Thursday, September 10, 2015

"The humanism of Golgatha" that is alone capable of crowning and regenerating both "the humanism of the Acropolis" and a Church that has lost its way

     "In order to remake itself, Catholic theology will require the environment recreated by a culture in which the sympathetic objectivity made [possible] by the best of the human sciences is allied with an art and a poetry that will rediscover, beyond the clear consciousness [(la conscience claire)] of Descartes and the empty consciousness [(la conscience vide)] of Kant, the mysterious depths of the whole consciousness [(la conscience totale)].  But neither the one nor the other will be possible outside of a tradition renewed by life in the faith.  And that, we well know, cannot be rejuvenated and transmitted anew unless we resubmit ourselves [(nous remettions)] to the school of Christian ascesis, [an ascesis] required by the aspiration after the parousia, [an ascesis] such as [that] ancient monasticism received from primitive Christianity and adapted [for the] first time to the contemporary necessities of a world in perpetual transformation."

     Louis Bouyer, Religieux et clercs contre Dieu (Paris:  Aubier Montaigne, 1975), 42.  This forms an inclusio with the comments on "l'humanisme du Golgatha" that "crowns" and positively "regenerates" "l'humanisme de l'Acropole" (pp. 32-33) at the start of the long but rapidly sketched history of decline and failed reformation begun on pp. 30-33.  Interestingly, the history sketched by this convert from French Lutheranism seems remarkably Protestant.  For Bouyer is (after the early church) pretty critical of all but the 16th-century Catholic (and humanistic) reformers Erasmus and More, and their disciples (first full paragraph on p. 39).  But was Erasmus and ascetic?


▸ **EXERCISE DIRECTIONS**: Return all of the following entries as written, but without the images.

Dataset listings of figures
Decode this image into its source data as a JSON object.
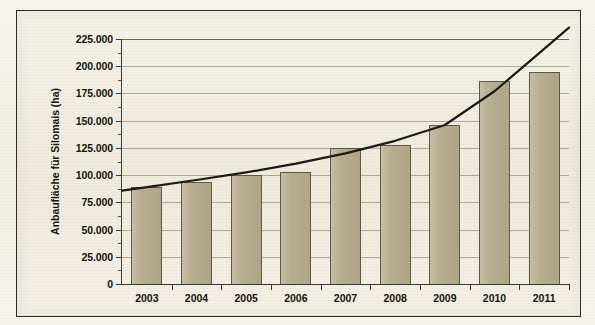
{
  "chart_data": {
    "type": "bar",
    "title": "",
    "subtitle": "",
    "xlabel": "",
    "ylabel": "Anbaufläche für Silomais (ha)",
    "categories": [
      "2003",
      "2004",
      "2005",
      "2006",
      "2007",
      "2008",
      "2009",
      "2010",
      "2011"
    ],
    "values": [
      89000,
      94000,
      100000,
      103000,
      124500,
      127500,
      146000,
      186000,
      195000
    ],
    "series": [
      {
        "name": "Anbaufläche für Silomais (ha)",
        "type": "bar",
        "values": [
          89000,
          94000,
          100000,
          103000,
          124500,
          127500,
          146000,
          186000,
          195000
        ]
      },
      {
        "name": "Trendlinie",
        "type": "line",
        "values": [
          89000,
          95500,
          102500,
          110500,
          120000,
          131500,
          146000,
          177000,
          216000
        ]
      }
    ],
    "ylim": [
      0,
      225000
    ],
    "yticks": [
      0,
      25000,
      50000,
      75000,
      100000,
      125000,
      150000,
      175000,
      200000,
      225000
    ],
    "ytick_labels": [
      "0",
      "25.000",
      "50.000",
      "75.000",
      "100.000",
      "125.000",
      "150.000",
      "175.000",
      "200.000",
      "225.000"
    ],
    "grid": true,
    "legend": "none",
    "colors": {
      "bar_fill": "#b5ab8c",
      "bar_border": "#5d5848",
      "trend_line": "#1b1a15",
      "grid": "#787260",
      "axis": "#3a3a35",
      "plot_background": "#efebdd",
      "page_background": "#f2efe6"
    }
  }
}
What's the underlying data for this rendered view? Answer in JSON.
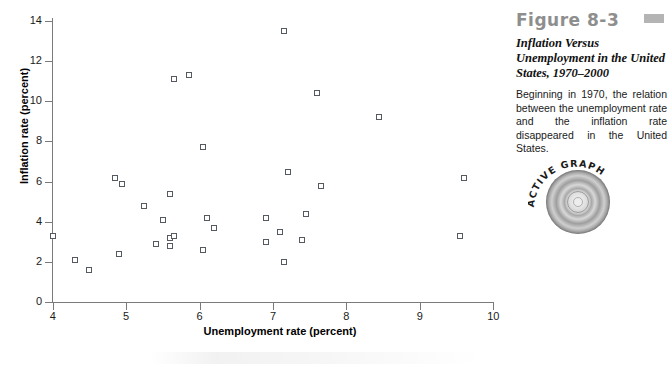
{
  "figure": {
    "number_label": "Figure 8-3",
    "title": "Inflation Versus Unemployment in the United States, 1970–2000",
    "body_text": "Beginning in 1970, the relation between the unemployment rate and the inflation rate disappeared in the United States.",
    "active_graph_label": "ACTIVE GRAPH",
    "swatch_color": "#b4b4b4",
    "number_color": "#8e8e8e"
  },
  "chart_data": {
    "type": "scatter",
    "title": "",
    "xlabel": "Unemployment rate (percent)",
    "ylabel": "Inflation rate (percent)",
    "xlim": [
      4,
      10
    ],
    "ylim": [
      0,
      14
    ],
    "xticks": [
      4,
      5,
      6,
      7,
      8,
      9,
      10
    ],
    "yticks": [
      0,
      2,
      4,
      6,
      8,
      10,
      12,
      14
    ],
    "grid": false,
    "legend": null,
    "marker": "open-square",
    "marker_color": "#555a60",
    "points": [
      {
        "x": 4.0,
        "y": 3.3
      },
      {
        "x": 4.3,
        "y": 2.1
      },
      {
        "x": 4.5,
        "y": 1.6
      },
      {
        "x": 4.85,
        "y": 6.2
      },
      {
        "x": 4.95,
        "y": 5.9
      },
      {
        "x": 4.9,
        "y": 2.4
      },
      {
        "x": 5.25,
        "y": 4.8
      },
      {
        "x": 5.5,
        "y": 4.1
      },
      {
        "x": 5.4,
        "y": 2.9
      },
      {
        "x": 5.6,
        "y": 3.2
      },
      {
        "x": 5.6,
        "y": 2.8
      },
      {
        "x": 5.6,
        "y": 5.4
      },
      {
        "x": 5.65,
        "y": 11.1
      },
      {
        "x": 5.85,
        "y": 11.3
      },
      {
        "x": 6.05,
        "y": 7.7
      },
      {
        "x": 7.15,
        "y": 13.5
      },
      {
        "x": 5.6,
        "y": 5.4
      },
      {
        "x": 6.1,
        "y": 4.2
      },
      {
        "x": 6.2,
        "y": 3.7
      },
      {
        "x": 6.05,
        "y": 2.6
      },
      {
        "x": 5.65,
        "y": 3.3
      },
      {
        "x": 6.9,
        "y": 4.2
      },
      {
        "x": 6.9,
        "y": 3.0
      },
      {
        "x": 7.1,
        "y": 3.5
      },
      {
        "x": 7.2,
        "y": 6.5
      },
      {
        "x": 7.15,
        "y": 2.0
      },
      {
        "x": 7.45,
        "y": 4.4
      },
      {
        "x": 7.4,
        "y": 3.1
      },
      {
        "x": 7.6,
        "y": 10.4
      },
      {
        "x": 7.65,
        "y": 5.8
      },
      {
        "x": 8.45,
        "y": 9.2
      },
      {
        "x": 9.6,
        "y": 6.2
      },
      {
        "x": 9.55,
        "y": 3.3
      }
    ]
  }
}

▸ **TASK RESPONSE**:
Decode this image into its source data as a JSON object.
{
  "chart_data": {
    "type": "bar",
    "title": "",
    "subtitle": "",
    "xlabel": "",
    "ylabel": "Anbaufläche für Silomais (ha)",
    "categories": [
      "2003",
      "2004",
      "2005",
      "2006",
      "2007",
      "2008",
      "2009",
      "2010",
      "2011"
    ],
    "values": [
      89000,
      94000,
      100000,
      103000,
      124500,
      127500,
      146000,
      186000,
      195000
    ],
    "series": [
      {
        "name": "Anbaufläche für Silomais (ha)",
        "type": "bar",
        "values": [
          89000,
          94000,
          100000,
          103000,
          124500,
          127500,
          146000,
          186000,
          195000
        ]
      },
      {
        "name": "Trendlinie",
        "type": "line",
        "values": [
          89000,
          95500,
          102500,
          110500,
          120000,
          131500,
          146000,
          177000,
          216000
        ]
      }
    ],
    "ylim": [
      0,
      225000
    ],
    "yticks": [
      0,
      25000,
      50000,
      75000,
      100000,
      125000,
      150000,
      175000,
      200000,
      225000
    ],
    "ytick_labels": [
      "0",
      "25.000",
      "50.000",
      "75.000",
      "100.000",
      "125.000",
      "150.000",
      "175.000",
      "200.000",
      "225.000"
    ],
    "grid": true,
    "legend": "none",
    "colors": {
      "bar_fill": "#b5ab8c",
      "bar_border": "#5d5848",
      "trend_line": "#1b1a15",
      "grid": "#787260",
      "axis": "#3a3a35",
      "plot_background": "#efebdd",
      "page_background": "#f2efe6"
    }
  }
}
What's the underlying data for this rendered view? Answer in JSON.
{
  "figure": {
    "number_label": "Figure 8-3",
    "title": "Inflation Versus Unemployment in the United States, 1970–2000",
    "body_text": "Beginning in 1970, the relation between the unemployment rate and the inflation rate disappeared in the United States.",
    "active_graph_label": "ACTIVE GRAPH",
    "swatch_color": "#b4b4b4",
    "number_color": "#8e8e8e"
  },
  "chart_data": {
    "type": "scatter",
    "title": "",
    "xlabel": "Unemployment rate (percent)",
    "ylabel": "Inflation rate (percent)",
    "xlim": [
      4,
      10
    ],
    "ylim": [
      0,
      14
    ],
    "xticks": [
      4,
      5,
      6,
      7,
      8,
      9,
      10
    ],
    "yticks": [
      0,
      2,
      4,
      6,
      8,
      10,
      12,
      14
    ],
    "grid": false,
    "legend": null,
    "marker": "open-square",
    "marker_color": "#555a60",
    "points": [
      {
        "x": 4.0,
        "y": 3.3
      },
      {
        "x": 4.3,
        "y": 2.1
      },
      {
        "x": 4.5,
        "y": 1.6
      },
      {
        "x": 4.85,
        "y": 6.2
      },
      {
        "x": 4.95,
        "y": 5.9
      },
      {
        "x": 4.9,
        "y": 2.4
      },
      {
        "x": 5.25,
        "y": 4.8
      },
      {
        "x": 5.5,
        "y": 4.1
      },
      {
        "x": 5.4,
        "y": 2.9
      },
      {
        "x": 5.6,
        "y": 3.2
      },
      {
        "x": 5.6,
        "y": 2.8
      },
      {
        "x": 5.6,
        "y": 5.4
      },
      {
        "x": 5.65,
        "y": 11.1
      },
      {
        "x": 5.85,
        "y": 11.3
      },
      {
        "x": 6.05,
        "y": 7.7
      },
      {
        "x": 7.15,
        "y": 13.5
      },
      {
        "x": 5.6,
        "y": 5.4
      },
      {
        "x": 6.1,
        "y": 4.2
      },
      {
        "x": 6.2,
        "y": 3.7
      },
      {
        "x": 6.05,
        "y": 2.6
      },
      {
        "x": 5.65,
        "y": 3.3
      },
      {
        "x": 6.9,
        "y": 4.2
      },
      {
        "x": 6.9,
        "y": 3.0
      },
      {
        "x": 7.1,
        "y": 3.5
      },
      {
        "x": 7.2,
        "y": 6.5
      },
      {
        "x": 7.15,
        "y": 2.0
      },
      {
        "x": 7.45,
        "y": 4.4
      },
      {
        "x": 7.4,
        "y": 3.1
      },
      {
        "x": 7.6,
        "y": 10.4
      },
      {
        "x": 7.65,
        "y": 5.8
      },
      {
        "x": 8.45,
        "y": 9.2
      },
      {
        "x": 9.6,
        "y": 6.2
      },
      {
        "x": 9.55,
        "y": 3.3
      }
    ]
  }
}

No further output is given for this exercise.